‘Cyborg 2’: The movie Angelina Jolie was emancipated in order to star in

There’s a lot to be said about people striking out on their own from a young age, but when Angelina Jolie decided she wanted to follow into the family business and dip her toes into acting, things ended up being pushed through the courts so that she wasn’t subjected to such trivial obstacles as industry-wide restrictions on how hard teenagers can be worked.

After making her feature film debut in 1982’s Lookin’ to Get Out – which starred her father, Jon Voight, in the lead role – it would be another decade before Jolie returned to the world of cinema. When she did, it came in the standalone bargain basement sequel to a terrible Jean-Claude Van Damme movie.

Playing the female lead and the titular machine in Cyborg 2, Jolie’s Cash Reese is a secret agent and assassin for a secretive corporation. Programmed to self-destruct at a specific time, she ends up teaming up with her mentor and a fellow cyborg to try and outrun the hands of fate. The end product is of the quality you’d expect from such a routine plot, especially one where there was hardly a great budget to speak of.

Co-writer and director Michael Schroeder was determined that Jolie would be one of the key players, even if there were obstacles provided by Hollywood’s labour laws. The actor was only 17 when she was cast, which meant that legally there were rules to follow on how many hours she could be on set without impacting her life away from the cameras.

Seeing as the industry has never been one to allow the law to get in the way, Schroeder devised a solution to his predicament by placing a call to Voight. Upon discovering her age, the filmmaker knew “we can’t mess around with labour laws and welfare workers and school teachers.” Jolie had just finished high school at the time, but as she was still a minor in the eyes of the relevant legislation, she was forbidden from spending all day every day on set.

However, after discovering she was a second-generation star in the making, Schroeder reached out to Voight to see if emancipation was a realistic option. Much to his delight, it was. “He knew a judge and made some calls, and we got her emancipated because she had been living on her own for a while,” he said. “She just needed to file and get a judge to agree to it so then we could just work, and we didn’t have to give her special treatment.”

By ‘special treatment’, what Schroeder really means is ‘obey the letter of the law’. With that in mind, it becomes all the more concerning to know that even though she was only 17 and had officially struck out on her own as a legal adult, once the emancipation paperwork had been signed, Cyborg 2 saw Jolie shoot a nude scene. That may not have been the specific reason why the documentation was hurriedly assembled, signed, sealed, and delivered, but the questionable optics are there nonetheless.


* [GOAL OF THE EXERCISE]:
Please retype the data below in full.

* [SOURCE INFORMATION]:
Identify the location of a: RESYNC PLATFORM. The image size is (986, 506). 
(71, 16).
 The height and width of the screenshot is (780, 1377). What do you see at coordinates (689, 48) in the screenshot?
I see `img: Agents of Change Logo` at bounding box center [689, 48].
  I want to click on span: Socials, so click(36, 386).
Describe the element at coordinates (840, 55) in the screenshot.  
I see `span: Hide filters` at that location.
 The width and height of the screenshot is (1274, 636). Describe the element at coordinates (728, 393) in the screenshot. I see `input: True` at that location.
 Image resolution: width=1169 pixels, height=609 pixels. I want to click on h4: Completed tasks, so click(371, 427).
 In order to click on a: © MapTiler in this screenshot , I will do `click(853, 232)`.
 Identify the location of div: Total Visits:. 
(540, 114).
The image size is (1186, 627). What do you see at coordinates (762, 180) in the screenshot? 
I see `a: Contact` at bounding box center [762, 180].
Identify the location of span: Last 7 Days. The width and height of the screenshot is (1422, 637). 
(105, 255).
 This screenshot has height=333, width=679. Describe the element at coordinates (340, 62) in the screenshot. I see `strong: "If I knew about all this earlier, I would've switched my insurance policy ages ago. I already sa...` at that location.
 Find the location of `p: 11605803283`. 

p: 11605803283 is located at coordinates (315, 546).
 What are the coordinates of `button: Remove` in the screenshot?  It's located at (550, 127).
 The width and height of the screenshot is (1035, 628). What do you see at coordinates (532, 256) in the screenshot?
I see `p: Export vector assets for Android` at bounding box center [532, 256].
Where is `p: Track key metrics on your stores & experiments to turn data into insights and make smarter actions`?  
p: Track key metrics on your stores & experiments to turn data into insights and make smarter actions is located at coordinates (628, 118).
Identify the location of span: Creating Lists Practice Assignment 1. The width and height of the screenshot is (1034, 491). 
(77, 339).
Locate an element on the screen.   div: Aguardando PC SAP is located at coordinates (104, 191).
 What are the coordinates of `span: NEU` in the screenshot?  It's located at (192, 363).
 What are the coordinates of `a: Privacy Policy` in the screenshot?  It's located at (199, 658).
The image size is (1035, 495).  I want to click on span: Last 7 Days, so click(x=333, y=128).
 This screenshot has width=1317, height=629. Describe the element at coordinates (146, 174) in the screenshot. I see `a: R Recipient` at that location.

* [SOLUTION TO THIS PROBLEM]:
Identify the location of a: RESYNC PLATFORM. The image size is (986, 506). 
(71, 16).
 The height and width of the screenshot is (780, 1377). What do you see at coordinates (689, 48) in the screenshot?
I see `img: Agents of Change Logo` at bounding box center [689, 48].
  I want to click on span: Socials, so click(36, 386).
Describe the element at coordinates (840, 55) in the screenshot.  
I see `span: Hide filters` at that location.
 The width and height of the screenshot is (1274, 636). Describe the element at coordinates (728, 393) in the screenshot. I see `input: True` at that location.
 Image resolution: width=1169 pixels, height=609 pixels. I want to click on h4: Completed tasks, so click(371, 427).
 In order to click on a: © MapTiler in this screenshot , I will do `click(853, 232)`.
 Identify the location of div: Total Visits:. 
(540, 114).
The image size is (1186, 627). What do you see at coordinates (762, 180) in the screenshot? 
I see `a: Contact` at bounding box center [762, 180].
Identify the location of span: Last 7 Days. The width and height of the screenshot is (1422, 637). 
(105, 255).
 This screenshot has height=333, width=679. Describe the element at coordinates (340, 62) in the screenshot. I see `strong: "If I knew about all this earlier, I would've switched my insurance policy ages ago. I already sa...` at that location.
 Find the location of `p: 11605803283`. 

p: 11605803283 is located at coordinates (315, 546).
 What are the coordinates of `button: Remove` in the screenshot?  It's located at (550, 127).
 The width and height of the screenshot is (1035, 628). What do you see at coordinates (532, 256) in the screenshot?
I see `p: Export vector assets for Android` at bounding box center [532, 256].
Where is `p: Track key metrics on your stores & experiments to turn data into insights and make smarter actions`?  
p: Track key metrics on your stores & experiments to turn data into insights and make smarter actions is located at coordinates (628, 118).
Identify the location of span: Creating Lists Practice Assignment 1. The width and height of the screenshot is (1034, 491). 
(77, 339).
Locate an element on the screen.   div: Aguardando PC SAP is located at coordinates (104, 191).
 What are the coordinates of `span: NEU` in the screenshot?  It's located at (192, 363).
 What are the coordinates of `a: Privacy Policy` in the screenshot?  It's located at (199, 658).
The image size is (1035, 495).  I want to click on span: Last 7 Days, so click(x=333, y=128).
 This screenshot has width=1317, height=629. Describe the element at coordinates (146, 174) in the screenshot. I see `a: R Recipient` at that location.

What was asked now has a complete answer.